An estimated eight million largely Asian and Arab foreign workers fill manual, clerical, and service jobs. Many suffer multiple abuses and labor exploitation, sometimes rising to slavery-like conditions. A new anti-trafficking law passed in July set prison sentences of up to 15 years for forced labor. However, Saudi Arabia made little progress reforming the restrictive kafala (sponsorship) system that
ties migrant workers’ residency permits to their employers, fueling abuses such as employers confiscating passports, withholding wages, and forcing migrants to work against their will.

In July 2009 the advisory Shura Council extended some labor protections to the 1.5 million migrant domestic workers, but excluded the right of workers to leave the house or keep their passports, and obliges them to obey the employers. Asian embassies report thousands of complaints each year from domestic workers forced to work 15-20 hours a day, seven days a week, and denied their
salaries. Domestic workers frequently endure forced confinement, food deprivation, and severe psychological, physical, and sexual abuse.

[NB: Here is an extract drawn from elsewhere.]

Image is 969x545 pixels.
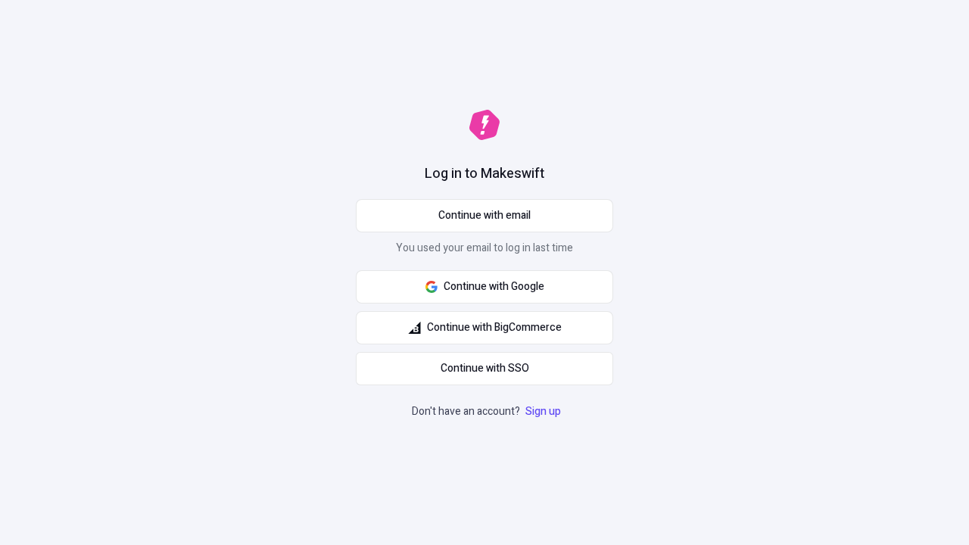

Migrants sometimes face severe delays in the immigration and justice systems, and obstacles such as lack of access to interpreters, legal aid, or their consulates. Few migrants successfully pursue criminal cases against abusive employers. Following a dispute with his sponsor, officials on October 26 detained pending deportation Usama Hijazi, an Egyptian legal adviser living in Saudi Arabia for 16
years. Hijazi had just won a court ruling in his favor against his sponsor, granting him 155,000 riyal (US$41,000) and allowing him to transfer his sponsorship. Authorities repatriated Keni binti Carda, an Indonesian domestic worker, in late 2008 before she could formally complain about her employers causing her severe burns and prying out her teeth. She returned to Riyadh to press charges, but as of
November 2009 criminal proceedings had yet to begin. In August Saudi morality police raided a shelter run by a Filipino support group, though prosecutors later dropped charges against 18 persons present.

UAE

Many female domestic workers are subjected to unpaid wages, food deprivation, forced confinement, and physical or sexual abuse. In August 2009 the Philippines government paid to fly home 44 Filipinas who had been living for months at a shelter. The women were among 127 Filipinas, mostly housemaids, who fled their workplace after complaining of mistreatment, long working hours, insufficient
food, and nonpayment of salaries. The standard contract for domestic workers introduced in April 2007 provides some protections and calls for “adequate breaks,” but does not limit working hours or provide for a weekly rest day, overtime pay, or workers’ compensation.
Exploitation of migrant workers by construction companies across the country is also severe: abuses include maintaining unsafe working environments that contribute to avoidable illness or deaths, and withholding workers’ travel documents. On August 31, 2009, police and labor officials quickly dispersed a demonstration over low wages by as many as 2,000 striking migrant workers employed by construction
and engineering company Al Habtoor in Dubai. A Ministry of Labor investigation into the strike cleared the company of any wrongdoing after determining it had not broken any rules regarding pay.

The report also mentions the case of UAE royal family member Sheikh Issa bin Zayed al Nahyan who is still yet to be charged for torturing an Afghan migrant. Disturbing video footage of Al Nahyan whipping, beating and finally running over the man with his car in the desert was leaked in 2009.